The Future of the EU: Shaping economic governance

Daniela Schwarzer

The Triple Crisis Blog is pleased to welcome Daniela Schwarzer, head of the European Integration research unit at the German Institute for International and Security Affairs, Stiftung Wissenschaft und Politik (SWP), as a regular blogger.

The EU is heading for a crucial European Council meeting. On March 24/25, all eyes (in particular those of market actors) will be on the 27 Heads of States and Government who will tackle important questions on Economic Governance and on the future architecture of the euro area.

A broad debate has developed in the last twelve months drawing conclusions from the way the financial, real economic and sovereign debt crises have struck the EU. There is a growing gap between the academic view on where the euro area should move and the likely outcome of the current reform process: More and more observers advocate a leap forward in terms of political and fiscal union. But there is no political consensus on substantial budgetary integration, e.g. a larger European budget (ideally with a stabilizing function) or a pooling of public debt by issuing joint Eurobonds (as has been suggested for instance by Eurogroup President Juncker and the Think-Tank Bruegel).

The willingness of the governments to accept more integration at the cost of national sovereignty erodes as the initial shock of the crisis fades away. But still, the governance architecture of the EMU is likely to change.

Firstly, 12 years after the Euro’s creation, it is finally common sense that the monetary union has specific coordination needs. Up to last year, for example, the German government refused a regular euro area summit, arguing that economic governance should concern all 27 EU members alike. This spring, several measures applying only to the euro area will be decided, the most prominent being the so-called European Stability Mechanism that is to solve sovereign debt crises when the current emergency agreements run out in 2013. The European Monetary Union will hence become a more closely integrated core of the EU.

In budgetary policy co-ordination, the rules and sanctions of the Stability and Growth Pact will be hardened (see the legislative package tabled by the European Commission). But member states will probably stop short of introducing a quasi automatism, leaving implementation to political decisions in the Council of Finance Ministers, and we have seen what happens when peers have to sanction peers…

But this reluctance will not be the make-it-or-break-it issue for the Euro, despite the fact that most political attention is directed towards the reform of the Pact. Only one of the euro area’s troublesome cases – Greece – would have been prevented had the envisaged reforms been in place. Ireland or Spain would have run into trouble anyway, as their problem is not irresponsible fiscal behavior but competitiveness gaps combined with unstable banking sectors. For these problems, tougher control mechanisms for budgetary policies are no solution.

This is why economic policy co-ordination is also on the EU’s agenda. Two of the legislative acts currently in the decision-making process concern a mechanism to correct macro-economic imbalances in the euro area. The initial proposal by the Commission could theoretically oblige both deficit and surplus countries to correct policies in the case of excessive imbalances. But as the negotiations evolve it seems that attention will be only or overwhelmingly on the deficit countries.

In addition, German chancellor Merkel and French President Nicolas Sarkozy have proposed a so-called Pact for Competitiveness which suggests that euro area member states should coordinate economic and social policies more closely, for instance regarding pension ages, corporate taxation, surveillance of wage developments etc. From the perspective of many euro zone members this proposal consists in imposing the German growth and welfare model on the whole of the monetary union, which is one of the reasons why the proposal met strong opposition at the last EU summit February 4.

The underlying debate remains unresolved: Can economic divergence be reduced under the condition that only the weak member states change policies? Greece, which has fallen into a debt-recession trap, seems to illustrate that this is not the case.

This leaves us with the question whether the European leaders are actually fighting the problems that have caused the crisis. Not only may the imbalance problem not be solved as quickly as expected. Insufficient attention is also paid to the banking sector. The stress tests of last summer have been criticized for hiding the problems. Recapitalization needs seem to be much higher than publicly admitted and cross-border restructuring should take place in the EMU. So, under the pressure of a possible next round of the crisis, the European policy agenda may well change again.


Reproduce each line from the records that holds "equation".
————————
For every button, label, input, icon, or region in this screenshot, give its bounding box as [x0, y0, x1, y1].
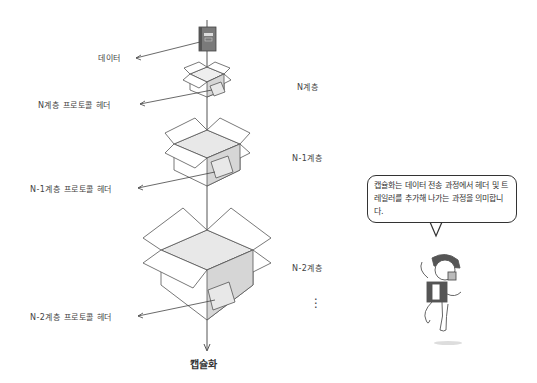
layer-label-n: N계층 [297, 81, 318, 92]
layer-label-n1: N-1계층 [292, 152, 322, 163]
box-n-icon [183, 62, 231, 97]
data-book-icon [199, 27, 216, 51]
character-illustration [421, 254, 462, 345]
diagram-caption: 캡슐화 [190, 356, 217, 371]
data-label: 데이터 [98, 52, 121, 63]
speech-bubble-text: 캡슐화는 데이터 전송 과정에서 헤더 및 트레일러를 추가해 나가는 과정을 … [374, 181, 508, 216]
header-label-n: N계층 프로토콜 헤더 [38, 99, 111, 110]
ellipsis: ⋮ [310, 296, 323, 310]
speech-bubble: 캡슐화는 데이터 전송 과정에서 헤더 및 트레일러를 추가해 나가는 과정을 … [367, 175, 517, 223]
header-label-n2: N-2계층 프로토콜 헤더 [30, 311, 112, 322]
layer-label-n2: N-2계층 [292, 262, 322, 273]
header-label-n1: N-1계층 프로토콜 헤더 [30, 183, 112, 194]
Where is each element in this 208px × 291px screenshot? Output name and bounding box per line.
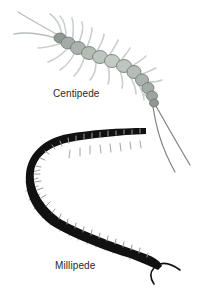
millipede-drawing [26,128,180,284]
millipede-label: Millipede [55,260,95,271]
centipede-millipede-illustration [0,0,208,291]
illustration-canvas: Centipede Millipede [0,0,208,291]
centipede-label: Centipede [53,88,100,99]
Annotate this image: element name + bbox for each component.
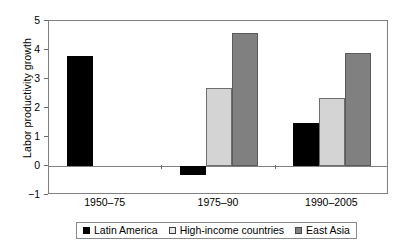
y-axis-tick-mark [44, 165, 48, 166]
chart-figure: Labor productivity growth 543210−11950–7… [0, 0, 401, 245]
x-axis-tick-label: 1975–90 [158, 197, 278, 208]
y-axis-tick-label: 0 [10, 160, 40, 171]
x-axis-tick-mark [275, 165, 276, 169]
y-axis-tick-mark [44, 78, 48, 79]
legend-label: High-income countries [180, 225, 284, 236]
legend-swatch-icon [295, 227, 302, 234]
y-axis-tick-mark [44, 20, 48, 21]
y-axis-tick-mark [44, 194, 48, 195]
y-axis-tick-label: 1 [10, 131, 40, 142]
y-axis-tick-label: 2 [10, 102, 40, 113]
y-axis-tick-label: 3 [10, 73, 40, 84]
y-axis-tick-mark [44, 107, 48, 108]
x-axis-tick-label: 1990–2005 [271, 197, 391, 208]
axis-ticks-layer: 543210−11950–751975–901990–2005 [0, 0, 401, 245]
y-axis-tick-mark [44, 49, 48, 50]
legend-swatch-icon [169, 227, 176, 234]
legend-item-east-asia[interactable]: East Asia [295, 225, 350, 236]
legend-item-latin-america[interactable]: Latin America [83, 225, 158, 236]
x-axis-tick-mark [161, 165, 162, 169]
y-axis-tick-label: 5 [10, 15, 40, 26]
y-axis-tick-label: 4 [10, 44, 40, 55]
legend-label: East Asia [306, 225, 350, 236]
chart-legend: Latin AmericaHigh-income countriesEast A… [76, 222, 357, 239]
legend-label: Latin America [94, 225, 158, 236]
legend-swatch-icon [83, 227, 90, 234]
legend-item-high-income-countries[interactable]: High-income countries [169, 225, 284, 236]
x-axis-tick-label: 1950–75 [45, 197, 165, 208]
y-axis-tick-mark [44, 136, 48, 137]
y-axis-tick-label: −1 [10, 189, 40, 200]
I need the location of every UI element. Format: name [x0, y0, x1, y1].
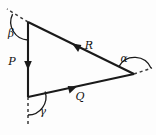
vector-triangle-svg: P Q R β γ α — [0, 0, 156, 135]
vector-label-Q: Q — [75, 90, 84, 103]
vector-label-P: P — [7, 55, 16, 68]
arrowhead-P-icon — [24, 61, 32, 70]
angle-label-alpha: α — [120, 52, 127, 64]
angle-label-beta: β — [7, 27, 14, 39]
angle-label-gamma: γ — [40, 105, 47, 117]
arrowhead-R-icon — [72, 44, 81, 52]
vector-diagram: P Q R β γ α — [0, 0, 156, 135]
reference-dash-right-icon — [134, 68, 152, 74]
vector-label-R: R — [84, 39, 93, 52]
vector-line-R — [28, 22, 134, 74]
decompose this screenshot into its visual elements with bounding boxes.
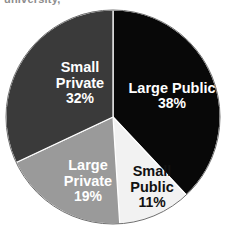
pie-chart-svg [0,0,228,233]
pie-slices [6,10,220,224]
pie-chart: university, Large Public 38% Small Priva… [0,0,228,233]
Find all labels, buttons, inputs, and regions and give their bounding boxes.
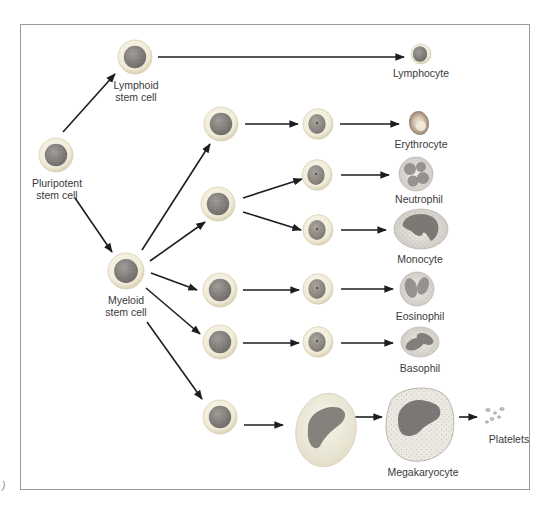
pluripotent-cell xyxy=(39,138,73,172)
platelets-cell xyxy=(486,408,505,424)
arrow-from-pluripotent xyxy=(75,198,112,252)
megakaryoblast-cell xyxy=(289,388,363,473)
monocyte-cell xyxy=(394,209,448,249)
p3-cell xyxy=(303,215,333,246)
arrow-from-m2 xyxy=(243,212,301,230)
arrow-from-pluripotent xyxy=(63,74,115,132)
erythrocyte-cell xyxy=(407,109,431,136)
arrow-from-m2 xyxy=(243,179,302,198)
platelets-label: Platelets xyxy=(489,433,529,445)
corner-mark: ) xyxy=(2,480,5,491)
m3-cell xyxy=(203,273,237,307)
neutrophil-label: Neutrophil xyxy=(395,193,443,205)
arrow-from-myeloid xyxy=(151,273,197,290)
neutrophil-cell xyxy=(399,157,433,191)
lymphocyte-cell xyxy=(411,44,431,64)
myeloid-cell xyxy=(108,253,144,289)
monocyte-label: Monocyte xyxy=(397,253,443,265)
basophil-label: Basophil xyxy=(400,362,440,374)
p1-cell xyxy=(303,109,333,140)
megakaryocyte-label: Megakaryocyte xyxy=(387,466,458,478)
arrow-from-myeloid xyxy=(146,288,200,334)
m2-cell xyxy=(201,187,235,221)
lymphoid-label: Lymphoid stem cell xyxy=(113,79,158,103)
eosinophil-cell xyxy=(400,272,434,306)
megakaryocyte-cell xyxy=(386,388,454,461)
arrow-from-myeloid xyxy=(142,144,210,250)
erythrocyte-label: Erythrocyte xyxy=(394,138,447,150)
p4-cell xyxy=(303,274,333,305)
p5-cell xyxy=(303,327,333,358)
diagram-canvas xyxy=(0,0,547,508)
myeloid-label: Myeloid stem cell xyxy=(105,294,146,318)
p2-cell xyxy=(302,160,332,191)
lymphoid-cell xyxy=(118,40,152,74)
m5-cell xyxy=(203,400,237,434)
basophil-cell xyxy=(401,327,439,357)
lymphocyte-label: Lymphocyte xyxy=(393,67,449,79)
hematopoiesis-diagram: Pluripotent stem cellLymphoid stem cellM… xyxy=(0,0,547,508)
pluripotent-label: Pluripotent stem cell xyxy=(32,177,82,201)
eosinophil-label: Eosinophil xyxy=(396,310,444,322)
arrow-from-myeloid xyxy=(150,222,205,261)
m4-cell xyxy=(203,325,237,359)
arrow-from-myeloid xyxy=(147,322,202,399)
m1-cell xyxy=(204,107,238,141)
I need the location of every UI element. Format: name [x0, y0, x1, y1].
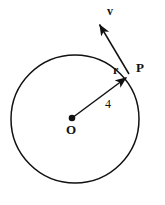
point-p-label: P — [136, 61, 144, 74]
circular-motion-diagram: v r P O 4 — [0, 0, 165, 205]
velocity-vector-label: v — [107, 5, 113, 17]
radius-vector-label: r — [113, 64, 118, 76]
diagram-canvas — [0, 0, 165, 205]
point-o-label: O — [66, 123, 76, 136]
radius-vector-line — [72, 78, 127, 119]
center-point-dot — [69, 115, 76, 122]
radius-length-label: 4 — [105, 98, 111, 110]
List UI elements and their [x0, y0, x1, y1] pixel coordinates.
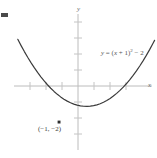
x-axis-label: x	[148, 82, 151, 89]
vertex-coordinate-label: (−1, −2)	[38, 126, 61, 133]
graph-canvas	[0, 0, 157, 158]
curve-equation-label: y = (x + 1)2 − 2	[101, 50, 144, 57]
equation-equals: =	[104, 49, 111, 57]
equation-constant: 2	[140, 49, 144, 57]
vertex-marker	[58, 121, 61, 124]
axis-lines	[14, 14, 152, 150]
y-axis-label: y	[77, 6, 80, 13]
parabola-figure: y x y = (x + 1)2 − 2 (−1, −2)	[0, 0, 157, 158]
————————
RESULT OF THIS TASK:
curve-equation-label: y = (x + 1)2 − 2	[101, 50, 144, 57]
equation-equals: =	[104, 49, 111, 57]
equation-constant: 2	[140, 49, 144, 57]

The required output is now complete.